One of the reasons we sponsor events likes eTail East is they are the perfect opportunity for us to get a wide scope view of specific obstacles facing commerce companies. We can take that valuable feedback from what businesses want and need and then ideate how Sailthru can help the industry by developing new features and functionality that will make a real difference to our clients.

Here are the key takeaways and insights the Sailthru team gathered from the event, and our best advice for applying them:

Must Move Mobile

Mobile was hands-down the most hyped topic of eTail. Online retailers are sourcing more and more of their traffic from mobile devices, but sometimes struggle to produce conversions from those traffic peaks.

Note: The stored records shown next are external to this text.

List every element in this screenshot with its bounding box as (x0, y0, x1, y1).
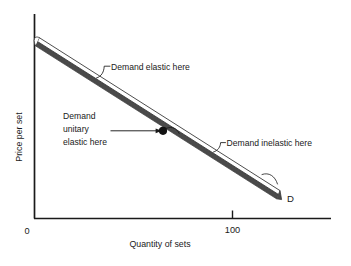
unitary-elastic-point-marker (159, 127, 167, 135)
annotation-demand-unitary-line3: elastic here (63, 137, 107, 147)
demand-elasticity-chart: Price per set Quantity of sets 0 100 Dem… (0, 0, 351, 266)
x-axis-label: Quantity of sets (129, 239, 191, 249)
annotation-demand-elastic: Demand elastic here (111, 62, 190, 72)
text-labels-group: Price per set Quantity of sets 0 100 Dem… (14, 62, 312, 250)
annotation-demand-unitary-line2: unitary (63, 124, 89, 134)
annotation-leaders-group (97, 66, 278, 184)
x-axis-tick-label-100: 100 (225, 225, 240, 235)
chart-canvas: Price per set Quantity of sets 0 100 Dem… (0, 0, 351, 266)
x-axis-origin-tick-label: 0 (24, 226, 29, 236)
demand-curve-label: D (287, 193, 294, 204)
y-axis-label: Price per set (14, 112, 24, 162)
annotation-demand-unitary-line1: Demand (63, 111, 96, 121)
annotation-demand-inelastic: Demand inelastic here (227, 138, 313, 148)
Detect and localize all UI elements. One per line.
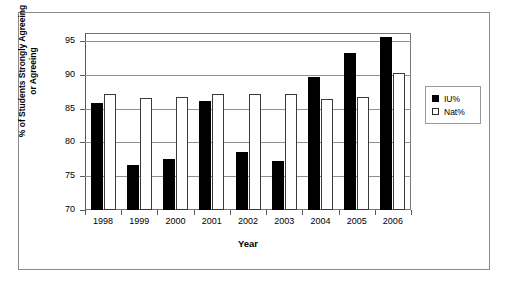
y-tick-label: 90 (47, 70, 75, 79)
bar-nat-1998 (104, 94, 116, 210)
x-tick-mark (375, 210, 376, 215)
x-tick-label: 2000 (156, 216, 196, 226)
y-tick-label: 75 (47, 171, 75, 180)
legend-label-iu: IU% (444, 94, 460, 104)
x-tick-mark (121, 210, 122, 215)
y-tick-label: 80 (47, 137, 75, 146)
bar-iu-2003 (272, 161, 284, 210)
x-tick-mark (302, 210, 303, 215)
bar-iu-2000 (163, 159, 175, 210)
bar-iu-2006 (380, 37, 392, 210)
chart-figure: % of Students Strongly Agreeing or Agree… (0, 0, 506, 284)
bar-nat-1999 (140, 98, 152, 210)
x-tick-label: 1999 (119, 216, 159, 226)
bar-nat-2002 (249, 94, 261, 210)
y-axis-title: % of Students Strongly Agreeing or Agree… (17, 0, 39, 151)
bar-nat-2005 (357, 97, 369, 210)
bar-iu-2001 (199, 101, 211, 210)
x-tick-label: 2006 (373, 216, 413, 226)
x-tick-label: 1998 (83, 216, 123, 226)
bar-iu-1999 (127, 165, 139, 210)
gridline (85, 75, 411, 76)
x-tick-label: 2002 (228, 216, 268, 226)
x-tick-label: 2003 (264, 216, 304, 226)
legend-item-nat: Nat% (432, 105, 474, 118)
x-axis-title: Year (85, 238, 411, 249)
bar-nat-2001 (212, 94, 224, 210)
x-tick-label: 2001 (192, 216, 232, 226)
y-axis-line (85, 33, 86, 210)
x-tick-mark (339, 210, 340, 215)
bar-nat-2003 (285, 94, 297, 210)
bar-nat-2000 (176, 97, 188, 210)
empty-square-icon (432, 108, 439, 115)
gridline (85, 41, 411, 42)
x-tick-mark (157, 210, 158, 215)
chart-legend: IU% Nat% (425, 86, 481, 124)
filled-square-icon (432, 95, 439, 102)
bar-iu-1998 (91, 103, 103, 210)
x-tick-mark (85, 210, 86, 215)
bar-iu-2004 (308, 77, 320, 210)
y-tick-label: 85 (47, 104, 75, 113)
legend-item-iu: IU% (432, 92, 474, 105)
bar-iu-2002 (236, 152, 248, 210)
y-tick-label: 70 (47, 205, 75, 214)
bar-nat-2004 (321, 99, 333, 210)
y-tick-label: 95 (47, 36, 75, 45)
bar-nat-2006 (393, 73, 405, 210)
x-tick-label: 2004 (300, 216, 340, 226)
x-tick-label: 2005 (337, 216, 377, 226)
x-tick-mark (194, 210, 195, 215)
x-tick-mark (266, 210, 267, 215)
bar-iu-2005 (344, 53, 356, 210)
x-tick-mark (411, 210, 412, 215)
x-tick-mark (230, 210, 231, 215)
legend-label-nat: Nat% (444, 107, 465, 117)
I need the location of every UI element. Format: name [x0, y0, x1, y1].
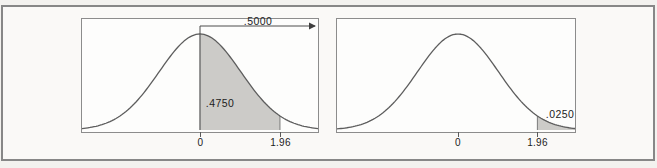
right-x-tick-label-zero: 0	[455, 137, 461, 148]
left-normal-curve-plot	[82, 19, 318, 132]
x-axis-tick	[200, 132, 201, 137]
figure-canvas: .5000 .4750 0 1.96 .0250 0 1.96	[0, 0, 657, 168]
right-x-tick-label-196: 1.96	[527, 137, 548, 148]
x-axis-tick	[537, 132, 538, 137]
left-shaded-area-label: .4750	[206, 97, 234, 109]
right-normal-curve-plot	[337, 19, 575, 132]
left-x-tick-label-196: 1.96	[270, 137, 291, 148]
x-axis-tick	[280, 132, 281, 137]
right-shaded-area-label: .0250	[546, 108, 574, 120]
left-chart-plot-box	[81, 18, 319, 133]
right-chart-plot-box	[336, 18, 576, 133]
right-normal-curve-chart: .0250 0 1.96	[336, 18, 576, 168]
x-axis-tick	[458, 132, 459, 137]
left-normal-curve-chart: .5000 .4750 0 1.96	[81, 18, 319, 168]
left-x-tick-label-zero: 0	[198, 137, 204, 148]
left-arrow-area-label: .5000	[244, 15, 272, 27]
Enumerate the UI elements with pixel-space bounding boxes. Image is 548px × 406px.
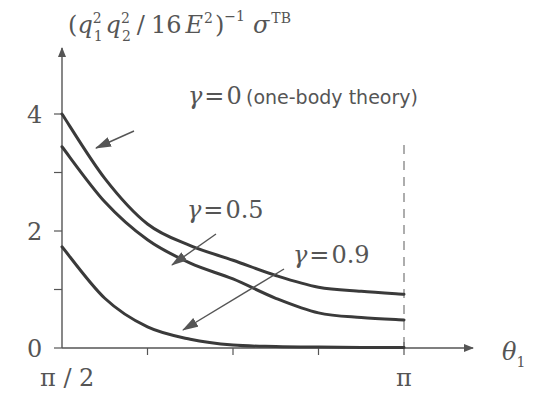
series-curves [62,114,404,347]
x-axis-label: θ1 [502,338,525,370]
y-axis-label: (q21q22/16E2)−1σTB [68,8,291,44]
x-tick-label: π [396,364,412,392]
x-ticks: π / 2π [40,342,412,392]
y-ticks: 024 [27,101,62,363]
y-tick-label: 2 [27,218,42,246]
annotation-gamma-0: γ=0 (one-body theory) [96,82,418,148]
svg-text:γ=0.5: γ=0.5 [187,196,264,224]
chart-canvas: (q21q22/16E2)−1σTB 024 π / 2π γ=0 (one-b… [0,0,548,406]
y-tick-label: 4 [27,101,42,129]
svg-text:γ=0: γ=0 [188,82,242,110]
svg-text:γ=0.9: γ=0.9 [293,241,370,269]
x-tick-label: π / 2 [40,364,94,392]
annotation-note: (one-body theory) [246,86,418,108]
curve-gamma-0.5 [62,147,404,320]
y-tick-label: 0 [27,335,42,363]
annotation-arrow [96,131,134,148]
annotation-arrow [172,234,216,265]
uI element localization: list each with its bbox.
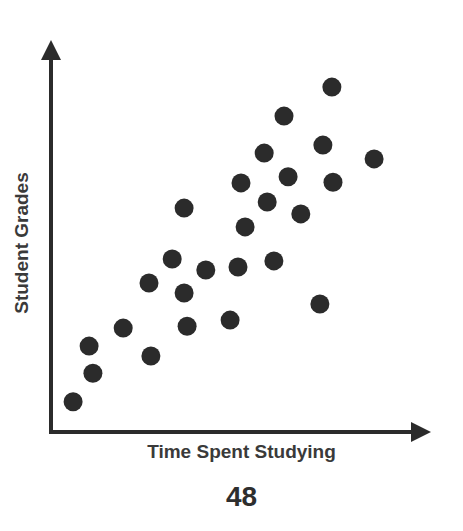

    • comScore said 48% of time on retail sites were via mobile or tablet
    • HauteLook reported 60%+ on weekends via mobile or tablet
    • Brands struggle with how to inspire through a “tiny, tiny device”
    • Transactions are often started via mobile interfaces but then completed elsewhere

Many of the retailers were imploring analytics providers to offer more enhanced mobile data since they are seeing gaps around what they know about smartphone and tablet users (vs. desktop users), as well as a dearth of customer behavioral data due to unknown or anonymous users. Urban Outfitters proclaimed, “Smartphones and tablets are NOT the same thing.” We couldn’t agree more. While conversion on tablets is often higher than desktop conversion, there are still major challenges to converting purchases on phones, even though top-of-funnel mobile traffic is on the rise.

Our advice? When brands think about developing a mobile strategy, we recommend that at the very least your desktop site renders properly on tablets and mobile devices to mitigate the risk of losing immediate selling opportunities. From there, you can develop a longer-term, more granular strategy.

Must Be Omnichannel

‘Omnichannel’ is a buzzword sweeping the marketing space, and with good reason.

    • Best Buy discovered that 60% of in-store sales are influenced by online browsing
    • Belk department stores found that a customer engaging cross-channel yielded much higher ARPU. Annual ARPU for an online-only customer was just $100. For in-store only customers, it was 352. For customer who use both channels, it was a whopping $1,064.
    • Walmart – the 4th largest e-commerce site in the US – on any given day displays homepage visuals of things they don’t sell online (e.g. steaks), regularly promoting cues to drive people in store
    • Brands rooted in offline shopping, like CVS, are relying on their loyalty programs (or credit cards, like Target) to fuel intelligence for online personalization

44% of all sales in the world are digitally-influenced. With the mobile revolution already in progress, introduction of Google Glass and other technologies, this number will quickly become 100%.

Our advice? Thinking about any customer as an “in store shopper” or an “online shopper” in exclusivity is going to hinder engagement in the long run. It’s time to think about your customers as individuals (not just silos!), personalize their experiences to be meaningful and – whenever possible – integrating the online and in store experience. FYI, at Sailthru we know a thing or two about unifying your channels to power far-reaching personalization across your customer base…

Must Love Analytics

Most marketers have very limited resources for analytics, so think in broad terms of 5 to 10 things you need to know to make your business run. From this perspective it is imperative to make Big Data actionable and figure out how you can use the data you have to make a sizeable impact.

    • Criteo reported it is 8-9x easier to sell something to an existing customer than to a “prospect”
    • Little Black Bag wants you to think about “opening AOV” vs. “closing AOV,” especially for those customers who spend an hour shopping on the site
    • Macy’s has an Experimentation Board that gives teams permission to fail so long as they are testing – still “better to do something than nothing”

Overall, one of the most meaningful ways you can use your analytics is supporting and nurturing the value of customer lifetime. Remember, acquiring a new customer is much less valuable than retaining and monetizing your existing customers.

Our advice? To echo some wise words from Macy’s, the key to marketing success are all about testing, learning, optimizing, tracking. Analytics is central to every piece of this success journey. If you can’t distill digestible takeaways from your cross-channel customer data, you’re way behind. But fear not, because Sailthru can help.